Have a GeForce GTX 980 Ti you'd like to send in for review? Join the back of the pretty long queue that's forming outside our doors. Nvidia's partners are understandably eager to show off their wares, as GTX 980 Ti has managed to fend off AMD's Radeon R9 Fury X and tighten its grip on the title of world's fastest GPU.

Cards from EVGA, Zotac, Gigabyte and Inno3D have already passed through the HEXUS labs, and next up under the spotlight is Palit, with the GeForce GTX 980 Ti Super JetStream.

Familiar to most readers, the Super JetStream is Palit's top-of-the-range air-cooled solution and arrives at retail carrying a price tag of around £535. That alone makes this GTX 980 Ti more interesting than most, as the Super JetStream is keenly priced from the offset. Palit's card costs £20-£30 more than a basic reference model, and going by today's prices is one of the cheapest factory overclocked and custom-cooled GTX 980 Tis on offer.

£535 is hardly cheap, mind, but that figure puts it toe-to-toe alongside the Radeon R9 Fury X, and when stacked against other cards in its class, the Super JetStream compares favourably. Going by the numbers alone, Palit's card is clocked in at the same speeds as Gigabyte's GTX 980 Ti G1 Gaming, yet costs roughly £65 less.

Buyers of GTX 980 Tis probably aren't too fussed on saving a few bob, so it's good to see that Palit isn't relying solely on price point. The Super JetStream card is well-put-together, with a board-encompassing backplate included as standard, and the oversized cooler allows for a large aluminium heatsink, five thick copper heatpipes and two 90mm fans.

It's a familiar design - and one that Palit has employed in previous generations - though the colour scheme is now black-and-silver, which to our tastes is preferable to black-and-red. This is a good-looking card, however Palit's decision to repurpose an existing cooler makes the Super JetStream one of the largest GeForce GTX 980 Tis available.
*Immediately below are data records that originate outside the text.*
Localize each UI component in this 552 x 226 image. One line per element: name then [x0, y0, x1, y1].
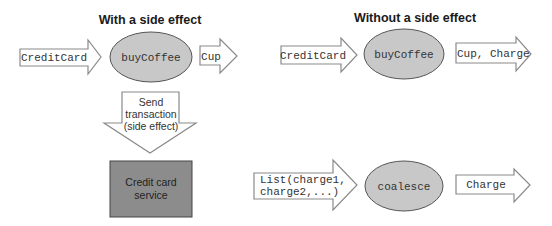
right-cup-charge-label: Cup, Charge — [457, 48, 530, 60]
coalesce-label: coalesce — [378, 181, 431, 193]
right-buycoffee-node: buyCoffee — [364, 29, 444, 79]
left-buycoffee-node: buyCoffee — [110, 32, 192, 82]
service-label-line1: Credit card — [125, 176, 177, 188]
left-cup-label: Cup — [201, 51, 221, 63]
side-effect-label-line2: transaction — [125, 108, 177, 120]
coalesce-node: coalesce — [365, 161, 443, 211]
credit-card-service-box: Credit card service — [110, 161, 192, 217]
service-label-line2: service — [134, 189, 167, 201]
charge-arrow: Charge — [456, 169, 530, 202]
list-charges-arrow: List(charge1, charge2,...) — [254, 160, 357, 210]
left-cup-arrow: Cup — [200, 39, 237, 73]
right-creditcard-arrow: CreditCard — [280, 38, 357, 72]
right-cup-charge-arrow: Cup, Charge — [456, 37, 531, 71]
side-effect-label-line3: (side effect) — [124, 120, 179, 132]
list-label-line1: List(charge1, — [260, 174, 346, 186]
side-effect-down-arrow: Send transaction (side effect) — [104, 92, 196, 153]
left-creditcard-arrow: CreditCard — [20, 40, 101, 74]
left-title: With a side effect — [99, 13, 203, 27]
side-effect-label-line1: Send — [139, 96, 164, 108]
left-creditcard-label: CreditCard — [21, 52, 87, 64]
diagram-canvas: With a side effect CreditCard buyCoffee … — [0, 0, 552, 226]
left-buycoffee-label: buyCoffee — [121, 52, 180, 64]
right-buycoffee-label: buyCoffee — [374, 49, 433, 61]
right-title: Without a side effect — [354, 11, 477, 25]
charge-label: Charge — [466, 179, 506, 191]
list-label-line2: charge2,...) — [260, 186, 339, 198]
right-creditcard-label: CreditCard — [280, 50, 346, 62]
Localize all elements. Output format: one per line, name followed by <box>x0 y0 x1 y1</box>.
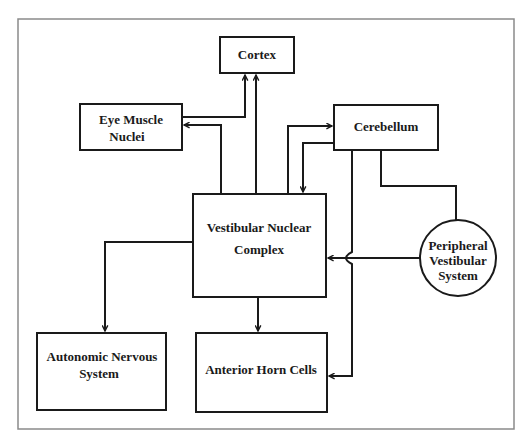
vestibular-pathway-diagram: Cortex Eye Muscle Nuclei Cerebellum Vest… <box>0 0 529 445</box>
eye-muscle-nuclei-label-line1: Eye Muscle <box>99 112 163 127</box>
node-vestibular-nuclear-complex: Vestibular Nuclear Complex <box>193 194 326 297</box>
anterior-horn-cells-label: Anterior Horn Cells <box>205 362 317 377</box>
node-peripheral-vestibular-system: Peripheral Vestibular System <box>420 220 496 296</box>
ans-label-line1: Autonomic Nervous <box>47 349 158 364</box>
pvs-label-line1: Peripheral <box>428 238 488 253</box>
pvs-label-line2: Vestibular <box>429 253 487 268</box>
eye-muscle-nuclei-label-line2: Nuclei <box>109 129 145 144</box>
node-autonomic-nervous-system: Autonomic Nervous System <box>37 333 166 410</box>
vnc-label-line1: Vestibular Nuclear <box>207 220 312 235</box>
node-cortex: Cortex <box>220 37 294 73</box>
cortex-label: Cortex <box>238 47 277 62</box>
node-cerebellum: Cerebellum <box>334 105 438 150</box>
ans-label-line2: System <box>79 366 119 381</box>
node-eye-muscle-nuclei: Eye Muscle Nuclei <box>80 104 182 150</box>
pvs-label-line3: System <box>438 268 478 283</box>
node-anterior-horn-cells: Anterior Horn Cells <box>196 333 327 412</box>
cerebellum-label: Cerebellum <box>354 119 419 134</box>
vnc-label-line2: Complex <box>234 242 284 257</box>
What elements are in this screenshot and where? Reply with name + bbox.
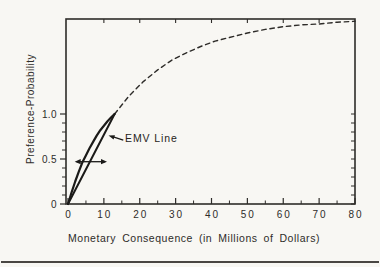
preference-probability-chart: Preference-Probability Monetary Conseque… — [0, 0, 380, 267]
axes-frame — [66, 19, 355, 204]
x-tick-label: 60 — [275, 209, 292, 220]
figure-page: Preference-Probability Monetary Conseque… — [0, 0, 380, 267]
preference-curve-extrapolated — [115, 21, 355, 114]
x-tick-label: 70 — [311, 209, 328, 220]
x-axis-title: Monetary Consequence (in Millions of Dol… — [68, 232, 320, 244]
bottom-rule — [1, 261, 379, 263]
chart-canvas — [0, 0, 380, 267]
x-tick-label: 40 — [203, 209, 220, 220]
y-tick-label: 0.5 — [33, 154, 57, 165]
x-tick-label: 20 — [131, 209, 148, 220]
emv-label-arrow-head — [109, 135, 115, 139]
y-tick-label: 0 — [33, 199, 57, 210]
x-tick-label: 30 — [167, 209, 184, 220]
y-tick-label: 1.0 — [33, 109, 57, 120]
gap-arrow-left-head — [75, 159, 81, 164]
x-tick-label: 0 — [63, 209, 73, 220]
x-tick-label: 50 — [239, 209, 256, 220]
emv-line-label: EMV Line — [125, 132, 178, 144]
x-tick-label: 10 — [95, 209, 112, 220]
gap-arrow-right-head — [101, 159, 107, 164]
x-tick-label: 80 — [346, 209, 363, 220]
emv-line — [68, 114, 115, 204]
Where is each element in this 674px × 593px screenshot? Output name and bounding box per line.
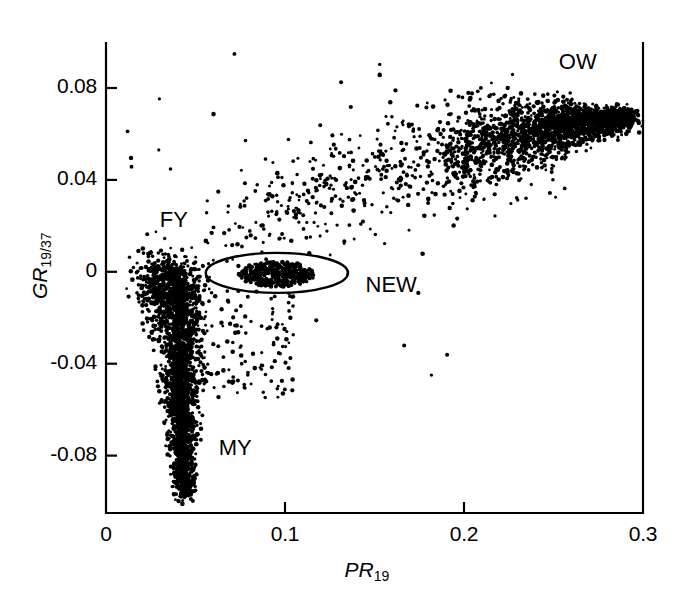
annotation-my: MY xyxy=(219,435,252,461)
annotation-fy: FY xyxy=(160,207,188,233)
x-tick-label-1: 0.1 xyxy=(245,522,325,546)
scatter-plot-figure: 0.08 0.04 0 -0.04 -0.08 0 0.1 0.2 0.3 PR… xyxy=(0,0,674,593)
y-axis-title: GR19/37 xyxy=(28,233,52,300)
plot-canvas xyxy=(0,0,674,593)
y-axis-title-sub: 19/37 xyxy=(38,233,54,268)
y-tick-label-4: -0.08 xyxy=(7,442,97,466)
annotation-ow: OW xyxy=(559,49,597,75)
x-tick-label-0: 0 xyxy=(66,522,146,546)
y-axis-title-main: GR xyxy=(28,268,51,300)
y-tick-label-3: -0.04 xyxy=(7,350,97,374)
annotation-new: NEW xyxy=(366,272,417,298)
x-tick-label-2: 0.2 xyxy=(424,522,504,546)
y-tick-label-1: 0.04 xyxy=(7,166,97,190)
x-tick-label-3: 0.3 xyxy=(603,522,674,546)
y-tick-label-0: 0.08 xyxy=(7,74,97,98)
x-axis-title-sub: 19 xyxy=(374,568,390,584)
x-axis-title-main: PR xyxy=(345,558,374,581)
x-axis-title: PR19 xyxy=(345,558,390,582)
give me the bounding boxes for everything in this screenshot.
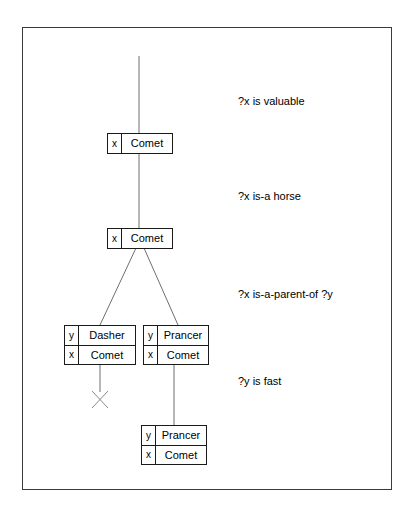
binding-variable: y (65, 326, 79, 345)
binding-value: Comet (79, 346, 135, 364)
binding-row: x Comet (65, 345, 135, 364)
goal-label-is-fast: ?y is fast (238, 376, 281, 387)
binding-variable: y (142, 426, 156, 445)
figure-frame (22, 27, 392, 490)
binding-value: Comet (158, 346, 208, 364)
binding-row: y Prancer (142, 426, 206, 445)
binding-row: x Comet (142, 445, 206, 464)
binding-value: Prancer (156, 426, 206, 445)
binding-value: Comet (156, 446, 206, 464)
binding-node-comet-valuable[interactable]: x Comet (107, 133, 173, 154)
binding-row: x Comet (144, 345, 208, 364)
binding-value: Dasher (79, 326, 135, 345)
binding-row: y Dasher (65, 326, 135, 345)
goal-label-valuable: ?x is valuable (238, 96, 305, 107)
binding-value: Comet (122, 229, 172, 248)
binding-row: x Comet (108, 134, 172, 153)
binding-variable: x (144, 346, 158, 364)
binding-node-comet-horse[interactable]: x Comet (107, 228, 173, 249)
binding-variable: x (65, 346, 79, 364)
proof-tree-figure: x Comet x Comet y Dasher x Comet y Pranc… (0, 0, 412, 516)
binding-row: y Prancer (144, 326, 208, 345)
goal-label-is-a-horse: ?x is-a horse (238, 191, 301, 202)
binding-node-prancer[interactable]: y Prancer x Comet (143, 325, 209, 365)
binding-variable: x (142, 446, 156, 464)
binding-variable: y (144, 326, 158, 345)
goal-label-is-a-parent-of: ?x is-a-parent-of ?y (238, 289, 333, 300)
binding-value: Comet (122, 134, 172, 153)
binding-variable: x (108, 229, 122, 248)
binding-node-dasher[interactable]: y Dasher x Comet (64, 325, 136, 365)
binding-node-prancer-fast[interactable]: y Prancer x Comet (141, 425, 207, 465)
binding-row: x Comet (108, 229, 172, 248)
binding-variable: x (108, 134, 122, 153)
binding-value: Prancer (158, 326, 208, 345)
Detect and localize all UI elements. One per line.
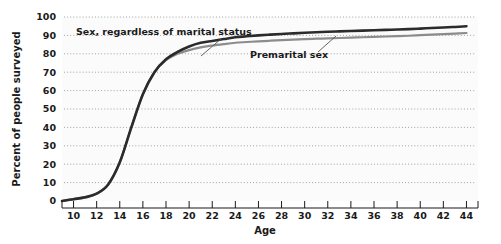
y-axis-title: Percent of people surveyed [11,31,22,186]
x-tick-label-30: 30 [298,210,312,221]
x-tick-label-14: 14 [113,210,127,221]
y-tick-label-60: 60 [43,85,57,96]
x-tick-label-44: 44 [460,210,474,221]
series-label-upper: Sex, regardless of marital status [76,26,252,37]
x-tick-label-16: 16 [136,210,150,221]
y-tick-label-50: 50 [43,103,57,114]
x-tick-label-32: 32 [321,210,334,221]
x-tick-label-26: 26 [252,210,266,221]
series-label-lower: Premarital sex [250,49,328,60]
y-tick-label-30: 30 [43,140,57,151]
x-tick-label-38: 38 [390,210,404,221]
y-tick-label-20: 20 [43,159,57,170]
y-tick-label-70: 70 [43,67,57,78]
chart-canvas: 101214161820222426283032343638404244 100… [0,0,501,244]
x-tick-label-20: 20 [182,210,196,221]
x-tick-label-40: 40 [414,210,428,221]
x-tick-label-36: 36 [367,210,381,221]
x-tick-label-22: 22 [206,210,219,221]
x-tick-label-34: 34 [344,210,358,221]
y-tick-label-100: 100 [36,11,56,22]
x-axis-title: Age [254,225,276,236]
y-tick-label-90: 90 [43,30,57,41]
y-tick-label-40: 40 [43,122,57,133]
y-tick-label-80: 80 [43,48,57,59]
y-tick-label-10: 10 [43,177,57,188]
x-tick-label-12: 12 [90,210,103,221]
plot-area-background [62,17,478,201]
chart-figure: 101214161820222426283032343638404244 100… [0,0,501,244]
x-tick-label-18: 18 [159,210,173,221]
x-tick-label-24: 24 [229,210,243,221]
x-tick-label-42: 42 [437,210,450,221]
x-tick-label-10: 10 [67,210,81,221]
y-tick-label-0: 0 [49,195,56,206]
x-tick-label-28: 28 [275,210,289,221]
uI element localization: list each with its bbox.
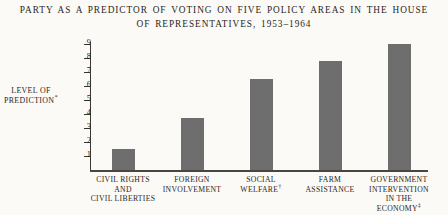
bar [319, 61, 342, 170]
y-axis-tick-label: .2 [71, 137, 91, 145]
y-axis-tick-label: .8 [71, 53, 91, 61]
y-axis-tick-row: .1 [56, 156, 91, 157]
y-axis-tick-label: .9 [71, 39, 91, 47]
x-axis-label-line: Involvement [163, 185, 222, 194]
x-axis-label-line: Welfare [240, 185, 278, 194]
y-axis-tick-row: .9 [56, 44, 91, 45]
x-axis-label-line: Civil Liberties [91, 194, 156, 203]
x-axis-label-line: Assistance [306, 185, 355, 194]
y-axis-tick-label: .7 [71, 67, 91, 75]
y-axis-caption: Level of Prediction* [2, 86, 60, 105]
bar [388, 44, 411, 170]
x-axis-label-line: Farm [319, 175, 341, 184]
x-axis-label-line: Intervention [369, 185, 429, 194]
y-axis-tick-row: .7 [56, 72, 91, 73]
y-axis-tick-label: .5 [71, 95, 91, 103]
y-axis-tick-label: .3 [71, 123, 91, 131]
y-axis-caption-footnote-marker: * [54, 93, 58, 100]
y-axis-tick-row: .8 [56, 58, 91, 59]
x-axis-label-line: and [114, 185, 132, 194]
y-axis-caption-line-1: Level of [11, 86, 51, 95]
x-axis-label: GovernmentInterventionin theEconomy‡ [353, 175, 445, 213]
y-axis-tick-row: .2 [56, 142, 91, 143]
x-axis-label-line: in the [386, 194, 413, 203]
x-axis-label-footnote-marker: † [278, 182, 282, 189]
x-axis-label-footnote-marker: ‡ [418, 201, 422, 208]
x-axis-label-line: Social [246, 175, 276, 184]
x-axis-label-line: Government [371, 175, 428, 184]
y-axis-caption-line-2: Prediction [4, 96, 54, 105]
y-axis-tick-row: .4 [56, 114, 91, 115]
y-axis-tick-row: .3 [56, 128, 91, 129]
bar [250, 79, 273, 170]
bar [112, 149, 135, 170]
x-axis-label-line: Civil Rights [96, 175, 150, 184]
y-axis-tick-row: .5 [56, 100, 91, 101]
plot-area: .9.8.7.6.5.4.3.2.1 Level of Prediction* … [0, 0, 448, 215]
x-axis-label-line: Foreign [174, 175, 209, 184]
y-axis-tick-row: .6 [56, 86, 91, 87]
chart-figure: Party as a Predictor of Voting on Five P… [0, 0, 448, 215]
y-axis-tick-label: .4 [71, 109, 91, 117]
y-axis-tick-label: .1 [71, 151, 91, 159]
bar [181, 118, 204, 171]
x-axis-label-line: Economy [377, 204, 418, 213]
x-axis-baseline [90, 170, 428, 172]
y-axis-tick-label: .6 [71, 81, 91, 89]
In addition to weighing 1,027g and measuring 280mm in length, the heatsink juts out above the I/O plate by a considerable margin, and the extra-thick cooler will eat into two-and-half expansion slots.

Not ideal if you're working in a smaller chassis or you're planning on putting multiple cards in close proximity, though on the flip side cooling performance and overclocking potential should be plentiful. We'll cover both a little later in the review but in the meantime Palit's factory overclock gets users off to a decent start.

Right out of the box, the GTX 980 Ti base clock is ramped-up from the reference 1,000MHz to 1,152MHz, while boost clock jumps from 1,076MHz to 1,241MHz. We wonder if Nvidia is suggesting said speeds as a potential sweet spot, as the Super JetStream is one of many high-end cards to ship with these exact frequencies. Either way, the 15 per cent hike over reference is appreciated, though it's a shame Palit hasn't dabbled with the memory - the card's 6GB frame buffer defaults to a standard 7,012MHz.

We have previously lamented the fact that Super JetStream cards needlessly tinker with the output arrangement, and Palit seems to have taken heed - the 980 Ti variant sticks to the tried-and-trusted reference selection of dual-link DVI, HDMI 2.0 and three DisplayPort 1.2. Similarly, the board's power requirements haven't changed, with juice being sourced from eight- and six-pin PCIe connectors.

Barring any unforeseen complications, this is shaping up to be one of the most sought-after GTX 980 Tis around. Let's see if the benchmarks agree.